Re: auto-initializing values

2000-09-11 Thread Tom Christiansen

I like this idea, although not necessarily for the "spurious warnings"
reason.

--tom



Re: auto-initializing values

2000-09-11 Thread John Porter

Dave Storrs wrote:
 
   { 
   # handle pensioners here
my ($num_pensioners, $base_pension, $years_service) = (0,0,0); 
   }
 
   {
my $init_vars = 'ERROR::NAME_NOT_FOUND';
my ($name_1, $spouse_name_1) = ($init_vars)x2; 
   }
 
   {
my @init_vars = (1,7,9);
my (@blarg) = @init_vars;
   }
 
   {
my $rh_data_record = {};
   }

Four (slightly) different scenarios, all easily handled with existing
perl syntax.  Choose the one which fits best.

-- 
John Porter




RE: auto-initializing values

2000-09-11 Thread Dave Storrs



On Mon, 11 Sep 2000, Myers, Dirk wrote:

 Suppose you could specify the value with which all variables
 in the enclosing scope should be initialized; for example:
 
 I haven't seen this either, but I suggest that it should be a set of
 pragmas:
 use init_scalar 0 ;
 use init_array () ;
 
 ... especially because I'm not sure what effect :
 
   init_vars = \{} ;
 
   my @foo ;
 
 should have.  (Probably none, but how do you specify default values if you
 want to init multiple kinds of data in the same scope?)


My suggestion would be that it simply have no effect.  On the
other hand, if a "initial size" attribute were added to arrays, then this
could be very useful...say that you have 50 employees, each of whose data
is stored in a hash.  Here's an easy way to get a list of references to
all the hashes, with error handling built in:

init_vars \{name = 'NONE'};
my @employees : size 50;  # 50 entries, each a ref to 1 elem. hash
@employees = get_from_db('*');
for (@employees) {
if ( $_{name} eq 'NONE' ) {
die "Oops!  DB error\n";
}
}


Dave





Re: auto-initializing values

2000-09-11 Thread John Porter

Dave Storrs wrote:
 
 if a "initial size" attribute were added to arrays, then this
 could be very useful...say that you have 50 employees, each of whose data
 is stored in a hash.  Here's an easy way to get a list of references to
 all the hashes, with error handling built in:
 
   init_vars \{name = 'NONE'};
   my @employees : size 50;  # 50 entries, each a ref to 1 elem. hash
   @employees = get_from_db('*');
   for (@employees) {
   if ( $_{name} eq 'NONE' ) {
   die "Oops!  DB error\n";
   }
   }

I still don't see any compelling benefit for new syntax here.
Old syntax works great.

my @employees = map { { name = 'NONE' } } 1..50;

By the way, regardless of how @employees gets initialized above,
that initialization gets blown away by the next thing you do:

   @employees = get_from_db('*');  # only got 2 records???

Unfortunately, your approach in this particular case is flawed.

You could do something like this, which is ripe for optimizations:

for ( @employees ) {
get_from_db( \$_, '*' );
# may or may not have assigned some fields...

-- 
John Porter

We're building the house of the future together.




Re: auto-initializing values

2000-09-11 Thread Dave Storrs



On Mon, 11 Sep 2000, John Porter wrote:

 Dave Storrs wrote:
  
  init_vars \{name = 'NONE'};
  my @employees : size 50;  # 50 entries, each a ref to 1 elem. hash
  @employees = get_from_db('*');
  for (@employees) {
  if ( $_{name} eq 'NONE' ) {
  die "Oops!  DB error\n";
  }
  }
 
 I still don't see any compelling benefit for new syntax here.
 Old syntax works great.
  
   my @employees = map { { name = 'NONE' } } 1..50;


Ok, this is a fine complaint.  Which is why I started this thread
with the question "Would it be useful if"


 
 By the way, regardless of how @employees gets initialized above,
 that initialization gets blown away by the next thing you do:
 
  @employees = get_from_db('*');  # only got 2 records???
 
 Unfortunately, your approach in this particular case is flawed.


*Sigh*  This, unfortunately, shows that you completely missed my
point. The point of the exercise was to set up some variables (the entries
in the array), initialize them with sentienl values (i.e., values that are
known to be invalid), fill them with information from a DB, and then check
to make sure that you actually got valid info into each variable.  As
regards the imaginary function "get_from_db('*')"...I expected it to be
understood that that meant "get all records from the DB."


Would you copy out each line of the records below that includes the word "Pagamento"?

[[ DATA SECTION open ]]

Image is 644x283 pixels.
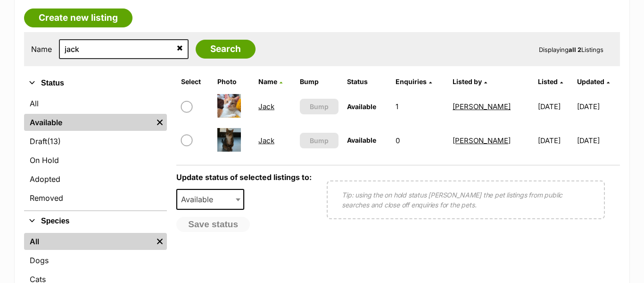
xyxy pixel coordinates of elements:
[452,102,511,111] a: [PERSON_NAME]
[24,77,167,89] button: Status
[309,135,329,146] span: Bump
[177,74,213,89] th: Select
[539,46,604,53] span: Displaying Listings
[538,78,563,86] a: Listed
[24,95,167,112] a: All
[300,99,339,114] button: Bump
[452,78,487,86] a: Listed by
[347,136,377,144] span: Available
[177,192,222,205] span: Available
[392,90,448,123] td: 1
[396,78,427,86] span: translation missing: en.admin.listings.index.attributes.enquiries
[342,190,590,209] p: Tip: using the on hold status [PERSON_NAME] the pet listings from public searches and close off e...
[534,124,576,157] td: [DATE]
[24,189,167,206] a: Removed
[392,124,448,157] td: 0
[24,215,167,227] button: Species
[153,233,167,250] a: Remove filter
[538,78,558,86] span: Listed
[24,9,133,27] a: Create new listing
[24,251,167,268] a: Dogs
[24,171,167,188] a: Adopted
[259,136,275,145] a: Jack
[577,78,609,86] a: Updated
[259,78,283,86] a: Name
[452,78,482,86] span: Listed by
[196,40,255,58] input: Search
[259,78,277,86] span: Name
[577,90,619,123] td: [DATE]
[309,101,329,112] span: Bump
[176,172,312,182] label: Update status of selected listings to:
[534,90,576,123] td: [DATE]
[24,151,167,168] a: On Hold
[259,102,275,111] a: Jack
[176,188,244,209] span: Available
[32,44,52,53] label: Name
[569,46,581,53] strong: all 2
[24,93,167,210] div: Status
[396,78,432,86] a: Enquiries
[577,78,604,86] span: Updated
[47,135,61,146] span: (13)
[452,136,511,145] a: [PERSON_NAME]
[577,124,619,157] td: [DATE]
[24,233,153,250] a: All
[347,103,377,111] span: Available
[24,133,167,150] a: Draft
[153,114,167,131] a: Remove filter
[24,114,153,131] a: Available
[296,74,343,89] th: Bump
[300,133,339,148] button: Bump
[176,217,250,232] button: Save status
[343,74,390,89] th: Status
[213,74,254,89] th: Photo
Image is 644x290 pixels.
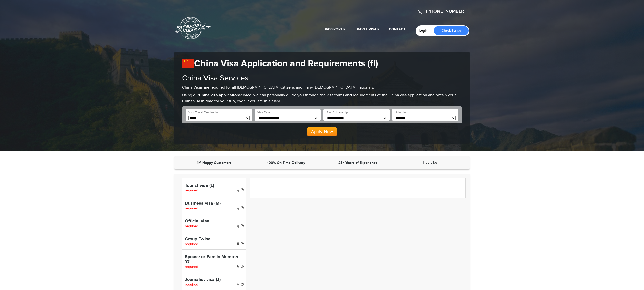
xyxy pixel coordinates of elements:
[237,242,239,245] i: e-Visa
[182,93,462,104] p: Using our service, we can personally guide you through the visa forms and requirements of the Chi...
[185,265,198,268] span: required
[185,282,198,286] span: required
[188,110,220,115] label: Your Travel Destination
[185,206,198,210] span: required
[182,74,462,82] h2: China Visa Services
[325,27,345,31] a: Passports
[185,242,198,246] span: required
[185,183,244,188] h4: Tourist visa (L)
[185,254,244,265] h4: Spouse or Family Member 'Q'
[423,161,437,165] a: Trustpilot
[185,219,244,224] h4: Official visa
[236,206,239,210] i: Paper Visa
[434,26,468,35] a: Check Status
[338,161,377,165] strong: 25+ Years of Experience
[182,58,462,69] h1: China Visa Application and Requirements (fl)
[185,188,198,192] span: required
[426,9,466,14] a: [PHONE_NUMBER]
[236,188,239,192] i: Paper Visa
[185,277,244,282] h4: Journalist visa (J)
[185,201,244,206] h4: Business visa (M)
[395,110,406,115] label: Living In
[267,161,305,165] strong: 100% On Time Delivery
[326,110,348,115] label: Your Citizenship
[185,236,244,242] h4: Group E-visa
[197,161,231,165] strong: 1M Happy Customers
[175,17,211,39] a: Passports & [DOMAIN_NAME]
[182,85,462,91] p: China Visas are required for all [DEMOGRAPHIC_DATA] Citizens and many [DEMOGRAPHIC_DATA] nationals.
[419,29,431,33] a: Login
[185,224,198,228] span: required
[199,93,239,98] strong: China visa application
[236,283,239,286] i: Paper Visa
[236,224,239,228] i: Paper Visa
[308,127,337,136] button: Apply Now
[257,110,270,115] label: Visa Type
[389,27,405,31] a: Contact
[236,265,239,268] i: Paper Visa
[355,27,379,31] a: Travel Visas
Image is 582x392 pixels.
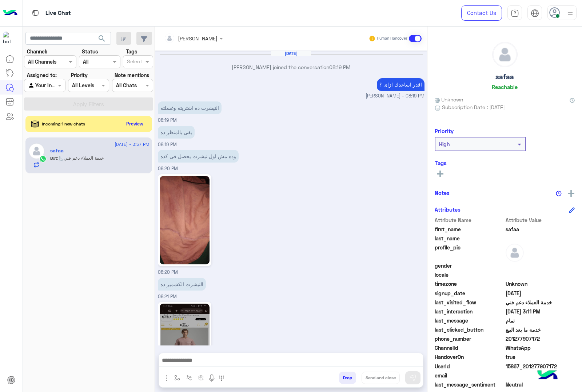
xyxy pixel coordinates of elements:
h6: [DATE] [271,51,311,56]
h5: safaa [50,148,64,154]
h5: safaa [495,72,514,81]
img: make a call [219,376,225,381]
img: defaultAdmin.png [29,143,44,159]
h6: Tags [435,160,575,166]
p: Live Chat [46,8,71,18]
span: Bot [50,155,57,161]
span: null [506,372,575,379]
span: null [506,271,575,278]
img: select flow [174,375,180,381]
span: خدمة ما بعد البيع [506,326,575,334]
span: [PERSON_NAME] - 08:19 PM [366,93,424,100]
span: last_visited_flow [435,299,504,306]
span: خدمة العملاء دعم فني [506,299,575,306]
span: 08:19 PM [158,117,177,123]
span: true [506,353,575,361]
button: select flow [171,372,183,384]
button: Send and close [362,372,400,384]
span: تمام [506,317,575,324]
p: 3/9/2025, 8:19 PM [158,126,194,138]
span: [DATE] - 3:57 PM [115,141,149,148]
img: hulul-logo.png [535,363,560,389]
span: locale [435,271,504,278]
h6: Notes [435,189,450,196]
img: profile [566,9,575,18]
img: Logo [3,5,18,21]
h6: Reachable [492,83,518,90]
span: 2025-08-13T20:57:12.714Z [506,289,575,297]
p: [PERSON_NAME] joined the conversation [158,63,424,71]
span: profile_pic [435,244,504,260]
img: tab [531,9,539,18]
span: 08:20 PM [158,270,178,275]
span: 08:20 PM [158,166,178,171]
span: last_name [435,234,504,242]
label: Priority [71,71,88,79]
label: Channel: [27,48,47,55]
img: notes [556,191,562,197]
button: Preview [124,119,147,129]
span: 15867_201277907172 [506,363,575,370]
span: last_message_sentiment [435,381,504,389]
label: Tags [126,48,137,55]
span: : خدمة العملاء دعم فني [57,155,104,161]
img: defaultAdmin.png [493,42,517,67]
label: Status [82,48,98,55]
button: Drop [339,372,356,384]
p: 3/9/2025, 8:19 PM [377,78,424,91]
p: 3/9/2025, 8:20 PM [158,150,239,163]
span: Unknown [506,280,575,288]
img: 1365827572213558.jpg [160,304,210,392]
span: email [435,372,504,379]
img: send message [409,374,417,382]
span: 0 [506,381,575,389]
img: tab [511,9,519,18]
span: last_clicked_button [435,326,504,334]
button: Apply Filters [24,98,153,110]
span: 08:19 PM [158,142,177,147]
img: send attachment [162,374,171,383]
label: Note mentions [115,71,149,79]
img: defaultAdmin.png [506,244,524,262]
span: Incoming 1 new chats [42,121,85,127]
small: Human Handover [377,36,407,42]
span: signup_date [435,289,504,297]
span: Unknown [435,96,463,103]
span: 201277907172 [506,335,575,343]
span: 2025-09-09T12:11:33.095Z [506,307,575,315]
span: null [506,262,575,270]
span: 2 [506,344,575,352]
span: phone_number [435,335,504,343]
span: Subscription Date : [DATE] [442,103,505,111]
button: search [93,32,111,48]
p: 3/9/2025, 8:21 PM [158,278,206,290]
span: Attribute Value [506,216,575,224]
span: timezone [435,280,504,288]
span: ChannelId [435,344,504,352]
img: Trigger scenario [186,375,192,381]
img: WhatsApp [40,155,47,163]
span: 08:21 PM [158,294,177,299]
h6: Priority [435,128,454,134]
span: Attribute Name [435,216,504,224]
a: tab [507,5,522,21]
div: Select [126,58,142,67]
span: last_message [435,317,504,324]
img: send voice note [208,374,216,383]
span: HandoverOn [435,353,504,361]
span: UserId [435,363,504,370]
img: tab [31,8,40,18]
span: search [98,34,106,43]
img: 1190681832862935.jpg [160,176,210,265]
button: create order [195,372,208,384]
label: Assigned to: [27,71,57,79]
span: last_interaction [435,307,504,315]
span: safaa [506,226,575,233]
span: 08:19 PM [329,64,350,70]
img: add [568,190,574,197]
span: gender [435,262,504,270]
a: Contact Us [461,5,502,21]
p: 3/9/2025, 8:19 PM [158,102,221,114]
button: Trigger scenario [183,372,195,384]
span: first_name [435,226,504,233]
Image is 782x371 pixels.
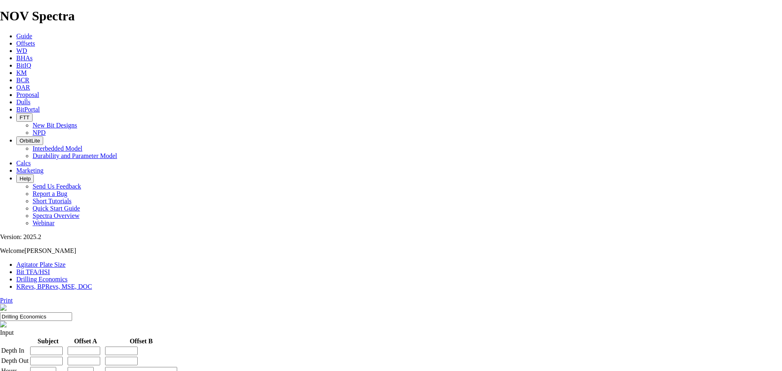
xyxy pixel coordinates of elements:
span: FTT [20,114,29,121]
th: Offset B [105,337,177,345]
a: Interbedded Model [33,145,82,152]
a: Report a Bug [33,190,67,197]
button: FTT [16,113,33,122]
a: Quick Start Guide [33,205,80,212]
a: Bit TFA/HSI [16,268,50,275]
a: Send Us Feedback [33,183,81,190]
a: Calcs [16,160,31,167]
a: KM [16,69,27,76]
a: NPD [33,129,46,136]
a: BCR [16,77,29,83]
th: Offset A [67,337,104,345]
a: Offsets [16,40,35,47]
a: BitIQ [16,62,31,69]
a: BitPortal [16,106,40,113]
a: Proposal [16,91,39,98]
span: [PERSON_NAME] [24,247,76,254]
a: Guide [16,33,32,39]
span: OrbitLite [20,138,40,144]
th: Subject [30,337,66,345]
td: Depth In [1,346,29,355]
a: Drilling Economics [16,276,68,283]
a: Webinar [33,219,55,226]
button: Help [16,174,34,183]
td: Depth Out [1,356,29,366]
a: Durability and Parameter Model [33,152,117,159]
a: Short Tutorials [33,197,72,204]
a: OAR [16,84,30,91]
a: Marketing [16,167,44,174]
a: Spectra Overview [33,212,79,219]
a: BHAs [16,55,33,61]
a: New Bit Designs [33,122,77,129]
a: Dulls [16,99,31,105]
a: Agitator Plate Size [16,261,66,268]
a: WD [16,47,27,54]
a: KRevs, BPRevs, MSE, DOC [16,283,92,290]
button: OrbitLite [16,136,43,145]
span: Help [20,175,31,182]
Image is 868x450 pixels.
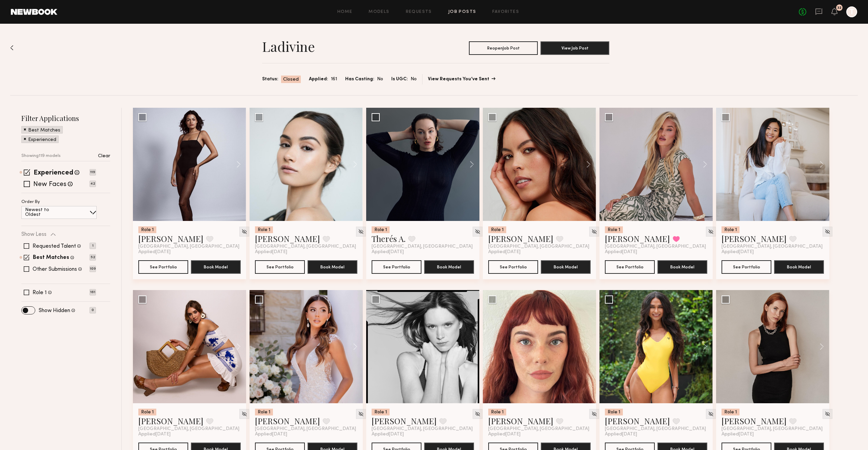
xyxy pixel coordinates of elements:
[488,432,591,437] div: Applied [DATE]
[39,308,70,314] label: Show Hidden
[540,260,591,274] button: Book Model
[474,229,480,234] img: Unhide Model
[657,264,707,270] a: Book Model
[721,409,739,416] div: Role 1
[308,260,357,274] button: Book Model
[90,242,96,249] p: 1
[605,260,655,274] button: See Portfolio
[262,38,315,55] h1: Ladivine
[605,250,707,255] div: Applied [DATE]
[540,264,591,270] a: Book Model
[448,10,477,14] a: Job Posts
[371,260,421,274] button: See Portfolio
[255,250,357,255] div: Applied [DATE]
[411,76,417,83] span: No
[824,229,830,234] img: Unhide Model
[371,226,389,234] div: Role 1
[721,234,786,244] a: [PERSON_NAME]
[837,6,841,10] div: 32
[371,416,437,426] a: [PERSON_NAME]
[255,260,305,274] button: See Portfolio
[90,254,96,261] p: 52
[592,229,597,234] img: Unhide Model
[721,432,824,437] div: Applied [DATE]
[255,226,273,234] div: Role 1
[139,250,241,255] div: Applied [DATE]
[139,409,156,416] div: Role 1
[242,411,247,417] img: Unhide Model
[21,113,110,123] h2: Filter Applications
[33,182,67,188] label: New Faces
[428,77,494,82] a: View Requests You’ve Sent
[191,264,241,270] a: Book Model
[721,250,824,255] div: Applied [DATE]
[391,76,408,83] span: Is UGC:
[371,250,474,255] div: Applied [DATE]
[488,426,589,432] span: [GEOGRAPHIC_DATA], [GEOGRAPHIC_DATA]
[468,42,537,55] button: ReopenJob Post
[262,76,278,83] span: Status:
[33,170,73,176] label: Experienced
[90,169,96,176] p: 119
[139,260,188,274] button: See Portfolio
[371,234,405,244] a: Therés A.
[721,260,771,274] a: See Portfolio
[721,426,822,432] span: [GEOGRAPHIC_DATA], [GEOGRAPHIC_DATA]
[358,229,364,234] img: Unhide Model
[488,416,553,426] a: [PERSON_NAME]
[488,250,591,255] div: Applied [DATE]
[605,416,670,426] a: [PERSON_NAME]
[846,7,857,17] a: T
[605,409,623,416] div: Role 1
[90,181,96,187] p: 42
[492,10,519,14] a: Favorites
[605,426,706,432] span: [GEOGRAPHIC_DATA], [GEOGRAPHIC_DATA]
[25,208,65,217] p: Newest to Oldest
[657,260,707,274] button: Book Model
[605,244,706,250] span: [GEOGRAPHIC_DATA], [GEOGRAPHIC_DATA]
[605,432,707,437] div: Applied [DATE]
[405,10,432,14] a: Requests
[721,416,786,426] a: [PERSON_NAME]
[371,409,389,416] div: Role 1
[774,264,824,270] a: Book Model
[283,76,299,83] span: Closed
[90,289,96,296] p: 161
[33,290,47,296] label: Role 1
[540,42,609,55] a: View Job Post
[721,226,739,234] div: Role 1
[139,226,156,234] div: Role 1
[377,76,383,83] span: No
[33,244,76,249] label: Requested Talent
[474,411,480,417] img: Unhide Model
[488,226,506,234] div: Role 1
[90,307,96,314] p: 0
[139,244,239,250] span: [GEOGRAPHIC_DATA], [GEOGRAPHIC_DATA]
[21,200,40,205] p: Order By
[331,76,337,83] span: 161
[139,234,203,244] a: [PERSON_NAME]
[337,10,353,14] a: Home
[255,416,320,426] a: [PERSON_NAME]
[371,426,473,432] span: [GEOGRAPHIC_DATA], [GEOGRAPHIC_DATA]
[308,264,357,270] a: Book Model
[28,128,60,133] p: Best Matches
[721,244,822,250] span: [GEOGRAPHIC_DATA], [GEOGRAPHIC_DATA]
[708,229,714,234] img: Unhide Model
[255,426,356,432] span: [GEOGRAPHIC_DATA], [GEOGRAPHIC_DATA]
[98,154,110,159] p: Clear
[371,244,473,250] span: [GEOGRAPHIC_DATA], [GEOGRAPHIC_DATA]
[21,154,61,159] p: Showing 119 models
[368,10,389,14] a: Models
[488,260,538,274] a: See Portfolio
[605,226,623,234] div: Role 1
[424,264,474,270] a: Book Model
[255,409,273,416] div: Role 1
[592,411,597,417] img: Unhide Model
[309,76,328,83] span: Applied:
[33,255,69,261] label: Best Matches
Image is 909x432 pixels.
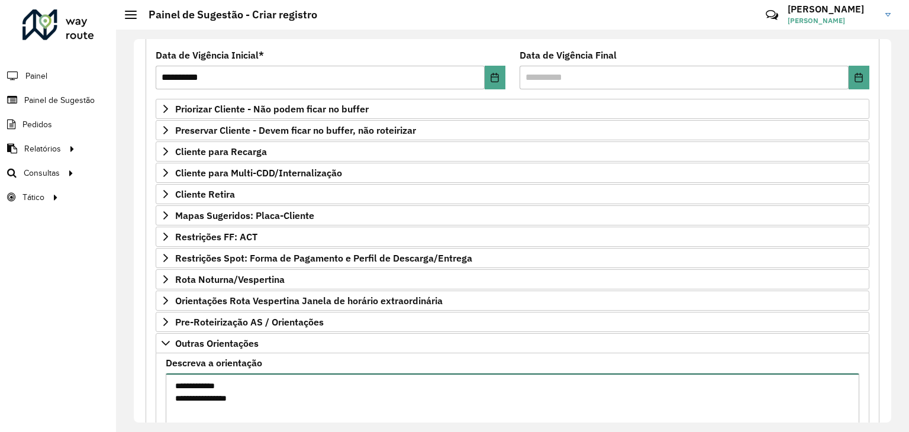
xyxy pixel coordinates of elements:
span: Cliente Retira [175,189,235,199]
span: [PERSON_NAME] [787,15,876,26]
a: Rota Noturna/Vespertina [156,269,869,289]
span: Consultas [24,167,60,179]
span: Painel de Sugestão [24,94,95,106]
span: Preservar Cliente - Devem ficar no buffer, não roteirizar [175,125,416,135]
label: Descreva a orientação [166,356,262,370]
span: Pre-Roteirização AS / Orientações [175,317,324,327]
span: Orientações Rota Vespertina Janela de horário extraordinária [175,296,442,305]
span: Cliente para Recarga [175,147,267,156]
a: Cliente para Recarga [156,141,869,161]
a: Restrições FF: ACT [156,227,869,247]
a: Cliente para Multi-CDD/Internalização [156,163,869,183]
label: Data de Vigência Final [519,48,616,62]
h2: Painel de Sugestão - Criar registro [137,8,317,21]
a: Outras Orientações [156,333,869,353]
button: Choose Date [848,66,869,89]
button: Choose Date [484,66,505,89]
a: Orientações Rota Vespertina Janela de horário extraordinária [156,290,869,311]
h3: [PERSON_NAME] [787,4,876,15]
a: Restrições Spot: Forma de Pagamento e Perfil de Descarga/Entrega [156,248,869,268]
span: Relatórios [24,143,61,155]
span: Restrições FF: ACT [175,232,257,241]
span: Mapas Sugeridos: Placa-Cliente [175,211,314,220]
a: Mapas Sugeridos: Placa-Cliente [156,205,869,225]
span: Priorizar Cliente - Não podem ficar no buffer [175,104,369,114]
a: Contato Rápido [759,2,784,28]
a: Preservar Cliente - Devem ficar no buffer, não roteirizar [156,120,869,140]
a: Pre-Roteirização AS / Orientações [156,312,869,332]
label: Data de Vigência Inicial [156,48,264,62]
a: Priorizar Cliente - Não podem ficar no buffer [156,99,869,119]
span: Tático [22,191,44,203]
a: Cliente Retira [156,184,869,204]
span: Rota Noturna/Vespertina [175,274,285,284]
span: Outras Orientações [175,338,259,348]
span: Cliente para Multi-CDD/Internalização [175,168,342,177]
span: Restrições Spot: Forma de Pagamento e Perfil de Descarga/Entrega [175,253,472,263]
span: Pedidos [22,118,52,131]
span: Painel [25,70,47,82]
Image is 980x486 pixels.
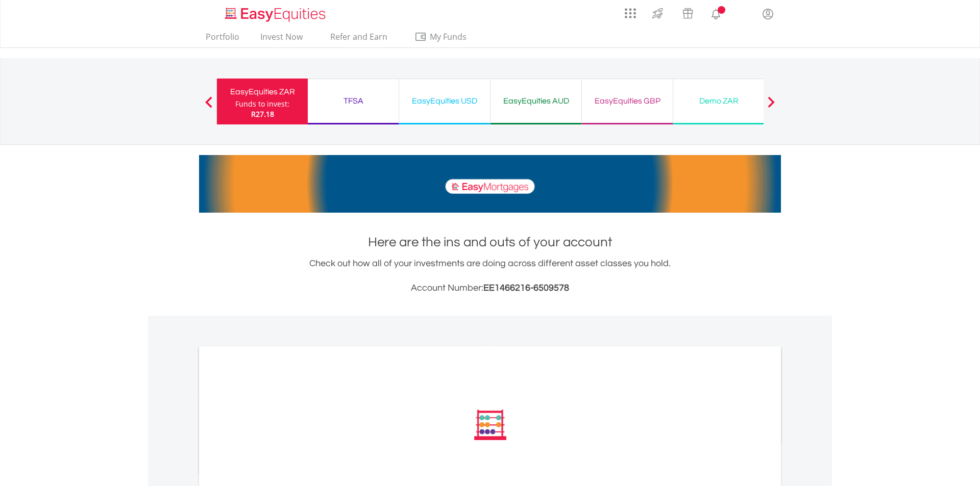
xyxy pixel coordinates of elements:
div: Demo ZAR [679,93,758,108]
img: grid-menu-icon.svg [624,8,636,19]
div: EasyEquities AUD [497,93,575,108]
span: EE1466216-6509578 [483,283,569,293]
div: EasyEquities GBP [588,93,667,108]
div: EasyEquities USD [405,93,484,108]
a: Vouchers [673,2,703,21]
a: Home page [221,2,330,23]
div: Check out how all of your investments are doing across different asset classes you hold. [199,256,781,295]
h3: Account Number: [199,281,781,295]
a: My Profile [755,2,781,25]
span: Refer and Earn [331,31,387,42]
a: Refer and Earn [320,32,398,48]
img: thrive-v2.svg [649,5,666,21]
a: Notifications [703,2,729,23]
div: TFSA [314,93,393,108]
div: Funds to invest: [235,99,289,109]
span: My Funds [415,30,481,44]
a: FAQ's and Support [729,2,755,23]
a: Portfolio [202,32,243,48]
img: vouchers-v2.svg [679,5,696,21]
img: EasyMortage Promotion Banner [199,155,781,213]
a: Invest Now [256,32,307,48]
div: EasyEquities ZAR [223,85,302,99]
a: AppsGrid [618,2,642,19]
img: EasyEquities_Logo.png [223,6,330,23]
h1: Here are the ins and outs of your account [199,233,781,252]
span: R27.18 [251,109,274,119]
button: Next [761,101,781,111]
button: Previous [199,101,219,111]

[[ DATA SECTION closed ]]

- [RESPONSE]:
a: Restrições Spot: Forma de Pagamento e Perfil de Descarga/Entrega [156,248,869,268]
span: Restrições Spot: Forma de Pagamento e Perfil de Descarga/Entrega [175,253,472,263]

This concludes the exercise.